Pak Ireland Test: Ireland has to wait for another day, for the day they waited for decades
Shares
LONDON - It was hardly surprising to hear the words "rain stopped play" echo around Malahide Cricket Club when Test cricket came to Ireland for the first time on Friday.
Yet the grey skies around Dublin did not dampen the enthusiasm of the fans in green, many of whom had waited decades for the day Ireland might at last be granted the opportunity to play in the five-day format so steeped in tradition.
"I played cricket way back in the '50s and as a child, of course, you dreamed of playing the international stuff," said Barry Ramsey, 76, who travelled from the north-west county of Donegal with his son, Barclay, to see the landmark match against Pakistan. "Now to be at this stage, even though it's a long time since I played, is absolutely phenomenal."

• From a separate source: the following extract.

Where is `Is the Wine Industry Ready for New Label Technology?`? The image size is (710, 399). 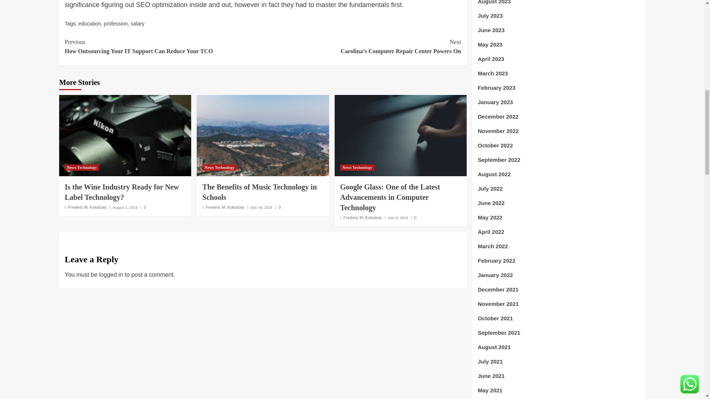
Is the Wine Industry Ready for New Label Technology? is located at coordinates (121, 192).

Despite a World Cup win against Pakistan in 2007, an even more celebrated one over England in 2011 and their elevation to full Test match status last year, Ireland has always seen cricket very much as a minority game, way behind soccer, rugby and the traditional sports of Gaelic football and hurling.

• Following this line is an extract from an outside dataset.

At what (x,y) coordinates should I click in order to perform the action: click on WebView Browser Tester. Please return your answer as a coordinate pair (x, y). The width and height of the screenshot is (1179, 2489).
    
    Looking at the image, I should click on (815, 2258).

Ramsey recalled playing in the cricket street leagues in Donegal, a Gaelic football stronghold, and having to bow his head in team photos for fear the Gaelic Athletic Association, which until 1971 banned members from playing or attending so-called "foreign games", would forbid him from playing football.

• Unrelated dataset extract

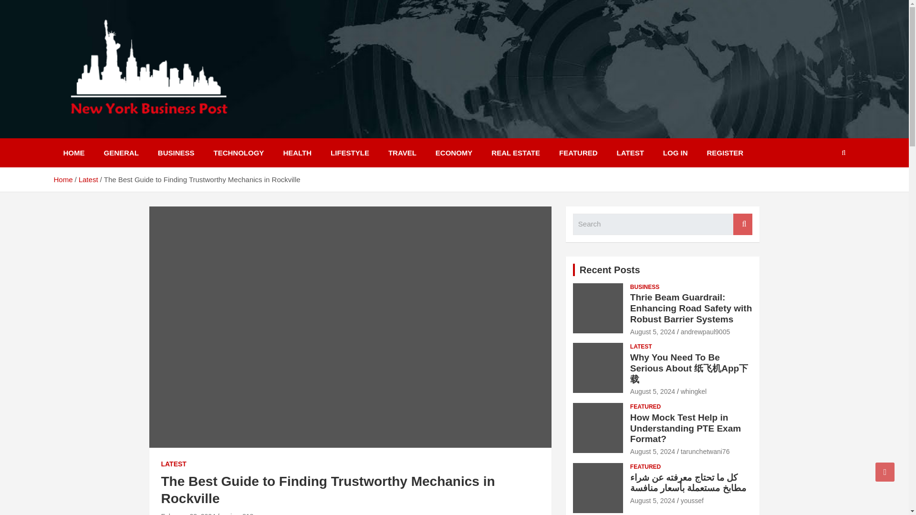 This screenshot has width=916, height=515. Describe the element at coordinates (176, 153) in the screenshot. I see `BUSINESS` at that location.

Others were attending their first cricket game, keen to savour the occasion, while teachers brought lines of school children into the temporary stands, which were close to a 6,300 sell-out on the opening day. Australians John Stewart and Jeremy Jastrzav had flown from Sydney just for the Test before returning home next Tuesday.
The pair are members of the Randwick Petersham Cricket Club, an amateur team Ireland played against in a World Cup warm-up three years ago. "Coming here and watching a Test in Ireland is a bit of a unique experience, this is a bit different to the SCG (the world-famous Sydney Cricket Ground) for us. It's an historic game," Stewart said.